Josephine studies her for a long moment, then allows herself her widest, most genuine smile. Not a performance. Not a mask.
“So did I,” she says.
They sit in the altered silence that follows - only slightly closer than before, so little visibly changed. And yet everything is.
The space between them feels deliberate now rather than accidental. When Brigitte next speaks, her voice is low, measured, as if she has already weighed every word and found them acceptable.
“It may complicate things,” she says, “but…were things not already complicated?”
Josephine’s gaze sharpens, attentive. Receptive. She does not interrupt.
Brigitte continues, tone steady, almost conversational. “Consider this. There has not been one con, one plan, one evening, one dinner, one observation across a casino floor where I did not think about kissing you.”
Josephine’s breath stills. Her lips press together, not in restraint but in concentration, as if she is filing the statement away, examining it from every angle at once.
“And yet,” Brigitte goes on, “everything worked out as planned.” A pause. Then, with that familiar dry tilt of humour: “Mostly.”
A smile touches her mouth - brief, controlled, unmistakably hers.
“When it did not,” she adds, “it was not because of that.”
Josephine exhales slowly. She leans back a fraction, not to retreat, but to see Brigitte more clearly. To take her in as one would a complex piece of art - something layered and deliberate and entirely uncompromising.
“That is a remarkably reckless admission,” Josephine says quietly.

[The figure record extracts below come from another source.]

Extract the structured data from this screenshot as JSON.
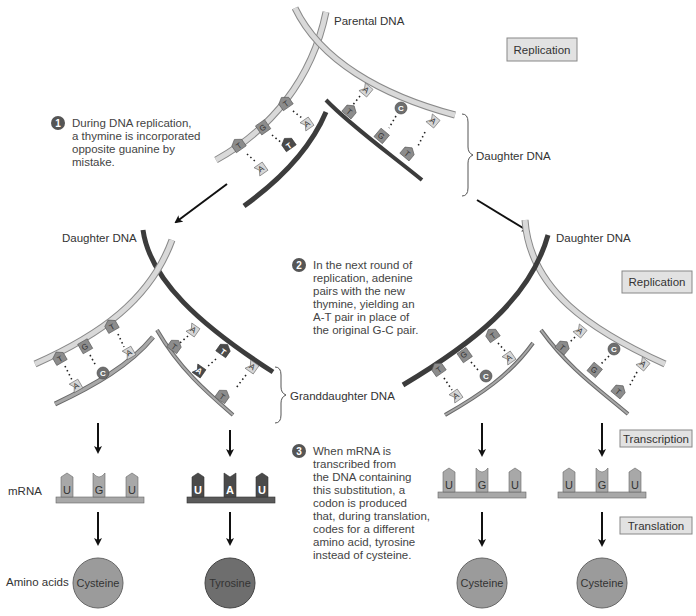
{
  "labels": {
    "parental_dna": "Parental DNA",
    "daughter_dna_top": "Daughter DNA",
    "daughter_dna_left": "Daughter DNA",
    "daughter_dna_right": "Daughter DNA",
    "granddaughter_dna": "Granddaughter DNA",
    "mrna": "mRNA",
    "amino_acids": "Amino acids"
  },
  "process_boxes": {
    "replication_top": "Replication",
    "replication_mid": "Replication",
    "transcription": "Transcription",
    "translation": "Translation"
  },
  "steps": [
    {
      "number": "1",
      "lines": [
        "During DNA replication,",
        "a thymine is incorporated",
        "opposite guanine by",
        "mistake."
      ]
    },
    {
      "number": "2",
      "lines": [
        "In the next round of",
        "replication, adenine",
        "pairs with the new",
        "thymine, yielding an",
        "A-T pair in place of",
        "the original G-C pair."
      ]
    },
    {
      "number": "3",
      "lines": [
        "When mRNA is",
        "transcribed from",
        "the DNA containing",
        "this substitution, a",
        "codon is produced",
        "that, during translation,",
        "codes for a different",
        "amino acid, tyrosine",
        "instead of cysteine."
      ]
    }
  ],
  "bases": {
    "T": "T",
    "A": "A",
    "G": "G",
    "C": "C",
    "U": "U"
  },
  "codons": [
    {
      "bases": [
        "U",
        "G",
        "U"
      ],
      "mutant": false
    },
    {
      "bases": [
        "U",
        "A",
        "U"
      ],
      "mutant": true
    },
    {
      "bases": [
        "U",
        "G",
        "U"
      ],
      "mutant": false
    },
    {
      "bases": [
        "U",
        "G",
        "U"
      ],
      "mutant": false
    }
  ],
  "amino_acids": [
    "Cysteine",
    "Tyrosine",
    "Cysteine",
    "Cysteine"
  ],
  "colors": {
    "light_strand": "#d6d6d6",
    "light_strand_edge": "#8a8a8a",
    "dark_strand": "#3c3c3c",
    "medium_strand": "#9a9a9a",
    "base_mid": "#8c8c8c",
    "base_light": "#d4d4d4",
    "base_dark": "#4a4a4a",
    "circle_fill": "#9b9b9b",
    "circle_dark": "#6e6e6e",
    "box_fill": "#e2e2e2"
  }
}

Brigitte shrugs, one shoulder lifting with elegant indifference. “I am very good at compartmentalisation.”
“Yes,” Josephine agrees. “I have noticed.”

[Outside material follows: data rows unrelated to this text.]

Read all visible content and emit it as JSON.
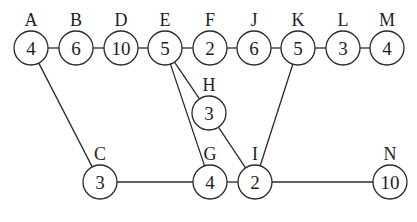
{
  "diagram": {
    "type": "network-graph",
    "nodes": [
      {
        "id": "A",
        "value": "4",
        "x": 31,
        "y": 48
      },
      {
        "id": "B",
        "value": "6",
        "x": 76,
        "y": 48
      },
      {
        "id": "D",
        "value": "10",
        "x": 121,
        "y": 48
      },
      {
        "id": "E",
        "value": "5",
        "x": 165,
        "y": 48
      },
      {
        "id": "F",
        "value": "2",
        "x": 210,
        "y": 48
      },
      {
        "id": "J",
        "value": "6",
        "x": 254,
        "y": 48
      },
      {
        "id": "K",
        "value": "5",
        "x": 298,
        "y": 48
      },
      {
        "id": "L",
        "value": "3",
        "x": 343,
        "y": 48
      },
      {
        "id": "M",
        "value": "4",
        "x": 387,
        "y": 48
      },
      {
        "id": "H",
        "value": "3",
        "x": 209,
        "y": 113
      },
      {
        "id": "C",
        "value": "3",
        "x": 100,
        "y": 182
      },
      {
        "id": "G",
        "value": "4",
        "x": 210,
        "y": 182
      },
      {
        "id": "I",
        "value": "2",
        "x": 255,
        "y": 182
      },
      {
        "id": "N",
        "value": "10",
        "x": 390,
        "y": 182
      }
    ],
    "edges": [
      [
        "A",
        "B"
      ],
      [
        "B",
        "D"
      ],
      [
        "D",
        "E"
      ],
      [
        "E",
        "F"
      ],
      [
        "F",
        "J"
      ],
      [
        "J",
        "K"
      ],
      [
        "K",
        "L"
      ],
      [
        "L",
        "M"
      ],
      [
        "A",
        "C"
      ],
      [
        "C",
        "G"
      ],
      [
        "G",
        "I"
      ],
      [
        "I",
        "N"
      ],
      [
        "E",
        "G"
      ],
      [
        "E",
        "H"
      ],
      [
        "H",
        "I"
      ],
      [
        "K",
        "I"
      ]
    ],
    "node_radius": 17,
    "stroke_color": "#2a2a2a"
  }
}
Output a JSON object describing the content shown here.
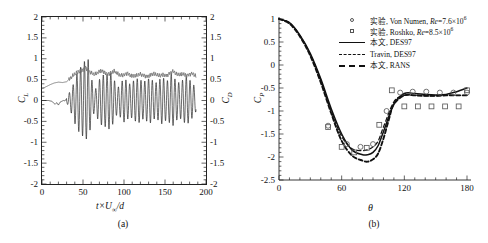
{
  "figure": {
    "panel_a": {
      "caption": "(a)",
      "xlabel_html": "t×U<sub>∞</sub>/d",
      "ylabel_left": "C",
      "ylabel_left_sub": "L",
      "ylabel_right": "C",
      "ylabel_right_sub": "D",
      "yticks": [
        "2",
        "1.5",
        "1",
        "0.5",
        "0",
        "-0.5",
        "-1",
        "-1.5",
        "-2"
      ],
      "yticks_right": [
        "2",
        "1.5",
        "1",
        "0.5",
        "0",
        "-0.5",
        "-1",
        "-1.5",
        "-2"
      ],
      "xticks": [
        "0",
        "50",
        "100",
        "150",
        "200"
      ]
    },
    "panel_b": {
      "caption": "(b)",
      "xlabel": "θ",
      "ylabel": "C",
      "ylabel_sub": "P",
      "yticks": [
        "1",
        "0.5",
        "0",
        "-0.5",
        "-1",
        "-1.5",
        "-2",
        "-2.5"
      ],
      "xticks": [
        "0",
        "60",
        "120",
        "180"
      ],
      "legend": [
        {
          "symbol": "circle-marker",
          "text_cn": "实验",
          "text_rest": ", Von Numen, ",
          "re_label": "Re",
          "re_value": "=7.6×10",
          "re_exp": "6"
        },
        {
          "symbol": "square-marker",
          "text_cn": "实验",
          "text_rest": ", Roshko, ",
          "re_label": "Re",
          "re_value": "=8.5×10",
          "re_exp": "6"
        },
        {
          "symbol": "solid-line",
          "text_cn": "本文",
          "text_rest": ", DES97",
          "re_label": "",
          "re_value": "",
          "re_exp": ""
        },
        {
          "symbol": "dashed-line",
          "text_cn": "",
          "text_rest": "Travin, DES97",
          "re_label": "",
          "re_value": "",
          "re_exp": ""
        },
        {
          "symbol": "bold-dashed-line",
          "text_cn": "本文",
          "text_rest": ", RANS",
          "re_label": "",
          "re_value": "",
          "re_exp": ""
        }
      ]
    }
  },
  "chart_data": [
    {
      "type": "line",
      "panel": "a",
      "title": "",
      "xlabel": "t×U∞/d",
      "ylabel": "C_L (left), C_D (right)",
      "xlim": [
        0,
        200
      ],
      "ylim": [
        -2,
        2
      ],
      "xticks": [
        0,
        50,
        100,
        150,
        200
      ],
      "yticks": [
        -2,
        -1.5,
        -1,
        -0.5,
        0,
        0.5,
        1,
        1.5,
        2
      ],
      "grid": false,
      "legend_position": "none",
      "series": [
        {
          "name": "C_L",
          "color": "#1a1a1a",
          "description": "Lift coefficient time history: flat near 0 until t≈32, then growing vortex-shedding oscillation reaching peak amplitude ≈±1.0 at t≈55, settling to irregular amplitude ≈±0.55 with beating",
          "x": [
            0,
            4,
            8,
            12,
            16,
            18,
            20,
            22,
            24,
            26,
            28,
            30,
            32,
            34,
            36,
            38,
            40,
            42,
            44,
            46,
            48,
            50,
            52,
            54,
            56,
            58,
            60,
            62,
            64,
            66,
            68,
            70,
            72,
            74,
            76,
            78,
            80,
            82,
            84,
            86,
            88,
            90,
            92,
            94,
            96,
            98,
            100,
            102,
            104,
            106,
            108,
            110,
            112,
            114,
            116,
            118,
            120,
            122,
            124,
            126,
            128,
            130,
            132,
            134,
            136,
            138,
            140,
            142,
            144,
            146,
            148,
            150,
            152,
            154,
            156,
            158,
            160,
            162,
            164,
            166,
            168,
            170,
            172,
            174,
            176,
            178,
            180,
            182,
            184,
            186,
            188
          ],
          "y": [
            0,
            0,
            0,
            -0.02,
            -0.09,
            -0.05,
            -0.11,
            -0.04,
            -0.02,
            0,
            -0.01,
            0.05,
            -0.13,
            0.22,
            -0.32,
            0.38,
            -0.55,
            0.62,
            -0.72,
            0.78,
            -0.82,
            0.86,
            -0.95,
            0.92,
            -1.02,
            0.78,
            -0.55,
            0.42,
            -0.25,
            0.3,
            -0.45,
            0.5,
            -0.58,
            0.62,
            -0.6,
            0.66,
            -0.62,
            0.7,
            -0.66,
            0.58,
            -0.5,
            0.4,
            -0.3,
            0.35,
            -0.42,
            0.48,
            -0.52,
            0.5,
            -0.46,
            0.42,
            -0.38,
            0.44,
            -0.48,
            0.5,
            -0.52,
            0.54,
            -0.5,
            0.46,
            -0.44,
            0.48,
            -0.5,
            0.52,
            -0.54,
            0.5,
            -0.46,
            0.42,
            -0.44,
            0.48,
            -0.52,
            0.56,
            -0.54,
            0.5,
            -0.46,
            0.5,
            -0.55,
            0.68,
            -0.6,
            0.52,
            -0.48,
            0.44,
            -0.42,
            0.46,
            -0.5,
            0.54,
            -0.58,
            0.55,
            -0.5,
            0.45,
            -0.4,
            0.35,
            -0.25
          ]
        },
        {
          "name": "C_D",
          "color": "#777777",
          "description": "Drag coefficient time history (plotted on right axis): rises from ≈0.28 at t=0 to ≈0.45 plateau, jumps to ≈0.8 peak near t≈53, then fluctuates irregularly about ≈0.6-0.65",
          "x": [
            0,
            5,
            10,
            15,
            20,
            25,
            30,
            34,
            38,
            42,
            46,
            50,
            53,
            56,
            60,
            64,
            68,
            72,
            76,
            80,
            84,
            88,
            92,
            96,
            100,
            104,
            108,
            112,
            116,
            120,
            124,
            128,
            132,
            136,
            140,
            144,
            148,
            152,
            156,
            160,
            164,
            168,
            172,
            176,
            180,
            184,
            188
          ],
          "y": [
            0.28,
            0.33,
            0.38,
            0.42,
            0.44,
            0.43,
            0.45,
            0.52,
            0.6,
            0.66,
            0.7,
            0.74,
            0.8,
            0.72,
            0.66,
            0.62,
            0.66,
            0.72,
            0.68,
            0.63,
            0.66,
            0.7,
            0.64,
            0.6,
            0.62,
            0.66,
            0.6,
            0.58,
            0.6,
            0.63,
            0.6,
            0.58,
            0.61,
            0.64,
            0.61,
            0.59,
            0.62,
            0.6,
            0.66,
            0.7,
            0.63,
            0.61,
            0.64,
            0.6,
            0.63,
            0.65,
            0.57
          ]
        }
      ]
    },
    {
      "type": "line",
      "panel": "b",
      "title": "",
      "xlabel": "θ",
      "ylabel": "C_P",
      "xlim": [
        0,
        180
      ],
      "ylim": [
        -2.5,
        1
      ],
      "xticks": [
        0,
        60,
        120,
        180
      ],
      "yticks": [
        -2.5,
        -2,
        -1.5,
        -1,
        -0.5,
        0,
        0.5,
        1
      ],
      "grid": false,
      "legend_position": "top-right",
      "series": [
        {
          "name": "实验, Von Numen, Re=7.6×10^6",
          "type": "scatter",
          "marker": "circle",
          "x": [
            47,
            65,
            78,
            90,
            103,
            116,
            128,
            141,
            154,
            167,
            180
          ],
          "y": [
            -1.32,
            -1.72,
            -1.78,
            -1.72,
            -1.0,
            -0.6,
            -0.58,
            -0.58,
            -0.6,
            -0.6,
            -0.6
          ]
        },
        {
          "name": "实验, Roshko, Re=8.5×10^6",
          "type": "scatter",
          "marker": "square",
          "x": [
            47,
            60,
            72,
            84,
            96,
            108,
            120,
            133,
            146,
            159,
            172,
            180
          ],
          "y": [
            -1.35,
            -1.78,
            -1.9,
            -1.8,
            -1.3,
            -0.55,
            -0.9,
            -0.9,
            -0.9,
            -0.9,
            -0.9,
            -0.55
          ]
        },
        {
          "name": "本文, DES97",
          "type": "line",
          "style": "solid",
          "x": [
            0,
            10,
            20,
            30,
            40,
            50,
            60,
            70,
            80,
            85,
            90,
            95,
            100,
            110,
            120,
            130,
            140,
            150,
            160,
            170,
            180
          ],
          "y": [
            1.0,
            0.92,
            0.65,
            0.25,
            -0.3,
            -0.95,
            -1.5,
            -1.85,
            -1.95,
            -1.95,
            -1.9,
            -1.75,
            -1.45,
            -0.85,
            -0.62,
            -0.62,
            -0.64,
            -0.65,
            -0.64,
            -0.58,
            -0.5
          ]
        },
        {
          "name": "Travin, DES97",
          "type": "line",
          "style": "dashed",
          "x": [
            0,
            10,
            20,
            30,
            40,
            50,
            60,
            70,
            80,
            85,
            90,
            95,
            100,
            110,
            120,
            130,
            140,
            150,
            160,
            170,
            180
          ],
          "y": [
            1.0,
            0.92,
            0.64,
            0.23,
            -0.33,
            -1.0,
            -1.55,
            -1.82,
            -1.86,
            -1.84,
            -1.78,
            -1.65,
            -1.35,
            -0.8,
            -0.66,
            -0.66,
            -0.67,
            -0.67,
            -0.66,
            -0.66,
            -0.66
          ]
        },
        {
          "name": "本文, RANS",
          "type": "line",
          "style": "bold-dashed",
          "x": [
            0,
            10,
            20,
            30,
            40,
            50,
            60,
            70,
            80,
            85,
            90,
            95,
            100,
            105,
            110,
            120,
            130,
            140,
            150,
            160,
            170,
            180
          ],
          "y": [
            1.0,
            0.9,
            0.62,
            0.2,
            -0.38,
            -1.05,
            -1.65,
            -1.97,
            -2.08,
            -2.1,
            -2.05,
            -1.92,
            -1.6,
            -1.2,
            -0.85,
            -0.66,
            -0.66,
            -0.67,
            -0.67,
            -0.66,
            -0.66,
            -0.66
          ]
        }
      ]
    }
  ]
}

Their eyes hold. The train hums. Somewhere beyond the glass, the world continues in ignorance of the fact that something fundamental has just been redefined.
“You are telling me,” Josephine says, “that this has been present all along.”

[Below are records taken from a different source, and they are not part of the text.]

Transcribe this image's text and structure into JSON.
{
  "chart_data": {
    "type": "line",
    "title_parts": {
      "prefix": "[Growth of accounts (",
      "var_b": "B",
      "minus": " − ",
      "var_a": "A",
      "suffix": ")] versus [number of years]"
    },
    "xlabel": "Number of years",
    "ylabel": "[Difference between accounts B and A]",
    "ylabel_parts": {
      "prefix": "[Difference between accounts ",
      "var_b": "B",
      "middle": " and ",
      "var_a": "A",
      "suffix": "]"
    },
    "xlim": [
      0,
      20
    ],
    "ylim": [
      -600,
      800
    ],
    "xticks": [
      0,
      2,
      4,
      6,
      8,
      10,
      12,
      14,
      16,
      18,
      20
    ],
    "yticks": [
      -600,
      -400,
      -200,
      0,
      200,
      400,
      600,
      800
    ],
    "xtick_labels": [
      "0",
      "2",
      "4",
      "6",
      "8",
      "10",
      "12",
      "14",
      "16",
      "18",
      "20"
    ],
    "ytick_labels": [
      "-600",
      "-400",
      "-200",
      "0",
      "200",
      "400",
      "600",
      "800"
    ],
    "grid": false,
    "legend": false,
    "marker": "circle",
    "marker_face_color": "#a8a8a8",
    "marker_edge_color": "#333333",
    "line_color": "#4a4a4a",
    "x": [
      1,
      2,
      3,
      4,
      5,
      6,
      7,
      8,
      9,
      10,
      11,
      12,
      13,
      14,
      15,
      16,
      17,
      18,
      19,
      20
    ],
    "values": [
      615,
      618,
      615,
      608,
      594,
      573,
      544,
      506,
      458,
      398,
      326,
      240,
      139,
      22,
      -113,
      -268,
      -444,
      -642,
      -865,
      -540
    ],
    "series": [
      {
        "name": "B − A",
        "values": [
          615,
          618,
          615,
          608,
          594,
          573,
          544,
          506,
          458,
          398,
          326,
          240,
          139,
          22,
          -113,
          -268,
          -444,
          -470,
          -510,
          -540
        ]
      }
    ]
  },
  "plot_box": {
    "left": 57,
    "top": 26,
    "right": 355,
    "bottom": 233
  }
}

“I am telling you,” Brigitte replies, “that it did not interfere.”
“And now?”
Brigitte considers. Her gaze flicks briefly to Josephine’s mouth again - unapologetic this time - before returning to her eyes.
“Now,” she says, “it would be dishonest to pretend otherwise.”
Josephine nods once. Slowly. Thoughtfully.
“I have always relied on observation,” she says. “On reading what people do not say.”
“And?” Brigitte prompts gently.
“And I find,” Josephine continues, “that I am irritated with myself for not trusting my conclusions sooner.”
Brigitte’s smile deepens, just a shade. “Welcome to being human.”
Josephine huffs a quiet, incredulous breath. “I dislike surprises.”
“You like to plan,” Brigitte counters. “And, despite the way you perform, toujours, you admire honesty in things."
“Yes,” Josephine says. “When it is earned.”
Brigitte meets her gaze squarely. “Then consider this earned.”
Silence settles again - different now. Warmer. Charged not with uncertainty, but with understanding. They are no longer circling the truth. They are standing inside it.
Josephine inclines her head, a gesture of acceptance that feels weightier than any promise.
“Very well,” she says softly. “Then we proceed.”
Brigitte’s eyes glint. “Carefully?”
Josephine allows herself a small, dangerous smile, as she leans in. “Precisely.”
The train carries them forward, the complication no longer hypothetical, no longer deferred - alive, chosen, and entirely impossible to ignore.